Fon was Thai, and we were married in her home village just outside Hat Yai, a bustling market town in the south of the country. Her family, who were some of the warmest and most impeccably hospitable people I’ve ever met, had given me a number of gifts, among them a special Buddhist pendant. Inside a triangular glass locket about two inches in length and framed in bright gold was a likeness, carved intricately in dark stone, of Luan Po Tuad, a seventeenth-century monk particularly revered in the south and loved by Fon’s family. Images of the monk – a thin, stooped, wrinkled old man, either sat cross-legged or walking with a stick in one hand and a furled umbrella in the other – were as omnipotent as those of King Bhumibol and other members of the royal family, and could be seen in shops and eating houses, inside taxis, and in people’s homes, especially those of Fon’s parents and siblings. To pay their respects, bring themselves luck and protect themselves from misfortune, Buddhist Thais would bow to likenesses of such monks, pray to them and carry them around with them wherever they went. To be given the pendant by the family, as I was the night before Fon and I flew back to London after our honeymoon, was to be officially accepted into the household, the family, the culture, the country, the region, and the religion all at the same time. As a white suburban Englishman for whom prayer had never meant much more than ‘give us this day our daily bread’, I was honoured and deeply touched. I wore it every day, kissing and bowing to it as I put it on in the morning and took it off at night and again whenever I was in need of help or strength. I wasn’t fanatical about it, not least because a fanatical Buddhist is a contradiction in terms, but I embraced the gift with the respect I felt being given it deserved. It seemed to fill a hole in me I hadn’t known was there until that day.
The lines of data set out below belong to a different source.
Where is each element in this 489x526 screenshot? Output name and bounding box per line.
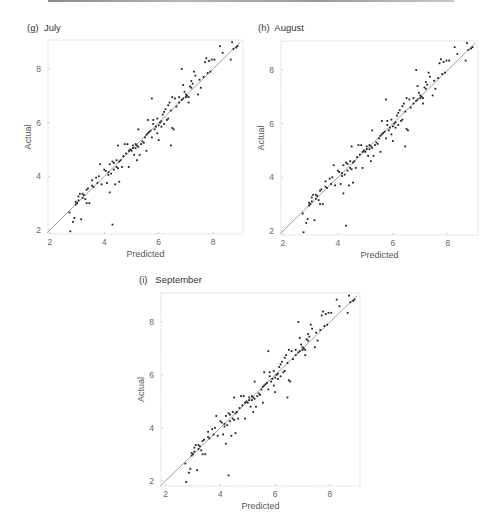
x-tick-label: 6: [273, 489, 278, 499]
data-points: [184, 295, 355, 483]
x-tick-label: 4: [218, 489, 223, 499]
scatter-plot-september: 24682468PredictedActual: [0, 0, 489, 526]
y-tick-label: 6: [149, 370, 154, 380]
y-tick-label: 4: [149, 423, 154, 433]
x-tick-label: 8: [328, 489, 333, 499]
y-axis-label: Actual: [136, 377, 146, 402]
x-axis-label: Predicted: [241, 501, 279, 511]
x-tick-label: 2: [163, 489, 168, 499]
y-tick-label: 8: [149, 317, 154, 327]
y-tick-label: 2: [149, 476, 154, 486]
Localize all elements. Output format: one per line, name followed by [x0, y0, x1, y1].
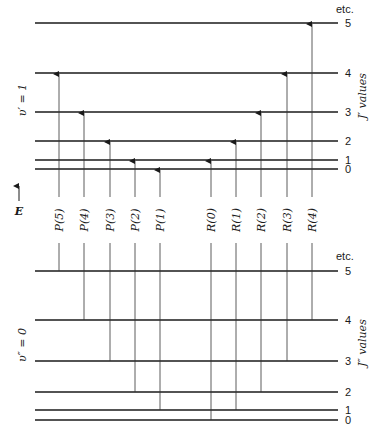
transition-label: P(5) — [53, 209, 66, 233]
transition-p1: P(1) — [154, 170, 167, 410]
transition-label: P(1) — [154, 209, 167, 233]
transition-r4: R(4) — [306, 24, 319, 320]
lower-state-levels: 012345 — [35, 265, 351, 426]
upper-level-label-j3: 3 — [345, 106, 351, 118]
energy-level-diagram: 012345 012345 P(5)P(4)P(3)P(2)P(1)R(0)R(… — [0, 0, 371, 433]
transition-label: P(2) — [129, 209, 142, 233]
transition-label: R(0) — [205, 208, 218, 233]
lower-level-label-j2: 2 — [345, 386, 351, 398]
upper-j-axis-label: J′ values — [356, 73, 369, 121]
upper-state-levels: 012345 — [35, 17, 351, 175]
lower-j-axis-label: J″ values — [356, 319, 369, 369]
upper-level-label-j4: 4 — [345, 67, 351, 79]
upper-etc-label: etc. — [336, 3, 354, 15]
transition-p2: P(2) — [129, 161, 142, 392]
lower-level-label-j3: 3 — [345, 355, 351, 367]
lower-vibrational-label: υ″ = 0 — [16, 328, 29, 362]
transition-label: P(4) — [78, 209, 91, 233]
transition-label: R(1) — [230, 208, 243, 233]
upper-level-label-j1: 1 — [345, 154, 351, 166]
transition-p3: P(3) — [104, 142, 117, 361]
transition-r1: R(1) — [230, 142, 243, 410]
upper-level-label-j2: 2 — [345, 135, 351, 147]
transition-r0: R(0) — [205, 161, 218, 420]
transition-label: R(4) — [306, 208, 319, 233]
transition-r2: R(2) — [255, 113, 268, 392]
transition-label: R(3) — [281, 208, 294, 233]
lower-level-label-j1: 1 — [345, 404, 351, 416]
lower-level-label-j5: 5 — [345, 265, 351, 277]
transition-p5: P(5) — [53, 74, 66, 271]
lower-level-label-j4: 4 — [345, 314, 351, 326]
energy-axis-label: E — [14, 205, 24, 218]
transition-p4: P(4) — [78, 113, 91, 320]
energy-axis: E — [14, 186, 24, 218]
transition-label: R(2) — [255, 208, 268, 233]
transition-label: P(3) — [104, 209, 117, 233]
transition-r3: R(3) — [281, 74, 294, 361]
upper-vibrational-label: υ′ = 1 — [16, 84, 29, 116]
lower-etc-label: etc. — [336, 250, 354, 262]
upper-level-label-j5: 5 — [345, 17, 351, 29]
When Fon left me and I ran away from what had been our home, the locket was one of the few things I took with me, not just because I was unable to look a selfless monk or Fon’s family in the eye, even from a distance, and disown them. I needed guidance and strength of spirit, that was for sure, although under the circumstances I didn’t know whether I had a right to ask for them. I didn’t feel worthy of anything much, least of all the ministrations of a Buddhist monk, and perhaps worst of all I knew that holding on to it would make it impossible for me to truly put everything behind me. In the end I reached a compromise: with one last kiss and bow, as apologetic as it was reverential, I wrapped it up in the tiny green velvet sack it had come in and buried it in a corner of my suitcase, where I resolved to keep it until I felt the time was right to take it out again.
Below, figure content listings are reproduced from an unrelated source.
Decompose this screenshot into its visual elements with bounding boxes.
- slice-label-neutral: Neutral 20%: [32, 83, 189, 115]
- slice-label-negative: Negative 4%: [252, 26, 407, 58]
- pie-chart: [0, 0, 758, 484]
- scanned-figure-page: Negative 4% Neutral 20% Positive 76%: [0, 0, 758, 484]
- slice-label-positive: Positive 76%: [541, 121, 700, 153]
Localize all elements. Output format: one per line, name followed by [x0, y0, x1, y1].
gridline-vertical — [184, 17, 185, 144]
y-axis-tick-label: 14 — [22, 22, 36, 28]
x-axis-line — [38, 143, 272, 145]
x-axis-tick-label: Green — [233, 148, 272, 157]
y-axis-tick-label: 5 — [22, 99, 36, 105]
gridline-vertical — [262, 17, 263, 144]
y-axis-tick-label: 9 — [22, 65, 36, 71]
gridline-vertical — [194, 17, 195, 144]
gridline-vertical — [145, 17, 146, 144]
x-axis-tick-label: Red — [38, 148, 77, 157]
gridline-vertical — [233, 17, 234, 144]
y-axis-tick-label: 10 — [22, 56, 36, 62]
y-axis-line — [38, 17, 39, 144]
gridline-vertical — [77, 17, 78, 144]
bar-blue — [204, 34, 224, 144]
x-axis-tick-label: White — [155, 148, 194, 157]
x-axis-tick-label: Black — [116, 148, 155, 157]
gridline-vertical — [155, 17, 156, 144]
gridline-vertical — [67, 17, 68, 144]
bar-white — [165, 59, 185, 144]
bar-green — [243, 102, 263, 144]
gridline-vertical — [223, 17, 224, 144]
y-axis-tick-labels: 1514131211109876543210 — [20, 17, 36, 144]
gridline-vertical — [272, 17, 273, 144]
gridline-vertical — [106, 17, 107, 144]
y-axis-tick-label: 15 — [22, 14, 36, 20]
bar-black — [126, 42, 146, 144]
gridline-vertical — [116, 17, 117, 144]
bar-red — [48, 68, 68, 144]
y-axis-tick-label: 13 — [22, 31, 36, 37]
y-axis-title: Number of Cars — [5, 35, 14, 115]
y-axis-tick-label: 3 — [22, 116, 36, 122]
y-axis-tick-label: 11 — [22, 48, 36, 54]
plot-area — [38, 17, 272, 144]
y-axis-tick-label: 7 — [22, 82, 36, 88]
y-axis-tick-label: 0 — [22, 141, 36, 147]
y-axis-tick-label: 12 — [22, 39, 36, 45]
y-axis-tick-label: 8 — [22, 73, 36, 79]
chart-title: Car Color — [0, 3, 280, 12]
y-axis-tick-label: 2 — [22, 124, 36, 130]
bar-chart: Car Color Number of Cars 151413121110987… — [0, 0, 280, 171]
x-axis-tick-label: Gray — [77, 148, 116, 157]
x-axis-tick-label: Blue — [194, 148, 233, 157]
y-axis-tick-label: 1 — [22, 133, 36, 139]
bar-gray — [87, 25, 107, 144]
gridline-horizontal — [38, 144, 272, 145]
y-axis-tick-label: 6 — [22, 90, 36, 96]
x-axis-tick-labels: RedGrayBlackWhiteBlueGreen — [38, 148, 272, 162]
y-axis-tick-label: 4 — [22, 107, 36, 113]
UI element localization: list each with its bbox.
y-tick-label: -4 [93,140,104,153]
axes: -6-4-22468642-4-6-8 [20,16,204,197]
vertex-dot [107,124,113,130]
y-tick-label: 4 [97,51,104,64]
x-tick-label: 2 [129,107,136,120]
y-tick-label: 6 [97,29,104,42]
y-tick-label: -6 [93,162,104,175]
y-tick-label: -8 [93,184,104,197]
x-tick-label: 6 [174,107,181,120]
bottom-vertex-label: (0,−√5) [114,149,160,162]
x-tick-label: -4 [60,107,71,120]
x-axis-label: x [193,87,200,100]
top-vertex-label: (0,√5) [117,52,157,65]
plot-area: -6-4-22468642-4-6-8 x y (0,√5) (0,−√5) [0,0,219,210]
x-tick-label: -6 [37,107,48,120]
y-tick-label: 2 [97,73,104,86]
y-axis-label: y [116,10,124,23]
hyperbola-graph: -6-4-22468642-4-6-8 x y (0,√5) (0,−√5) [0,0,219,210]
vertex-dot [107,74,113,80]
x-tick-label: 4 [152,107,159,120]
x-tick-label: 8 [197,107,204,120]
There had been a number of occasions over the year that followed that I’d wanted to open the case, but each time it was the same low self-esteem that stopped me. This evening, things felt different; right, somehow. I blew the dust off the case, opened it and took the locket from the sack, a distortion of my own distorted face rising and falling in its curved glass. Clearing a space on the floor of my room, I knelt down, bowed to an imaginary Buddha three times, and holding the monk’s likeness between my palms as I used to do, prayed silently for a long time. Apologising for my neglect – of the monk, of Fon, of my parents, of many people and many things – and asking for forgiveness and guidance, it was probably more a Christian kind of prayer than a Buddhist one, but my Church of England upbringing, mild as it was, had obviously left its traces. In any case, I’ve never been one for labels.

When I opened my eyes again I found more than an hour had passed. I went to the desk, lit a fag and sat up writing until three o’clock the next morning.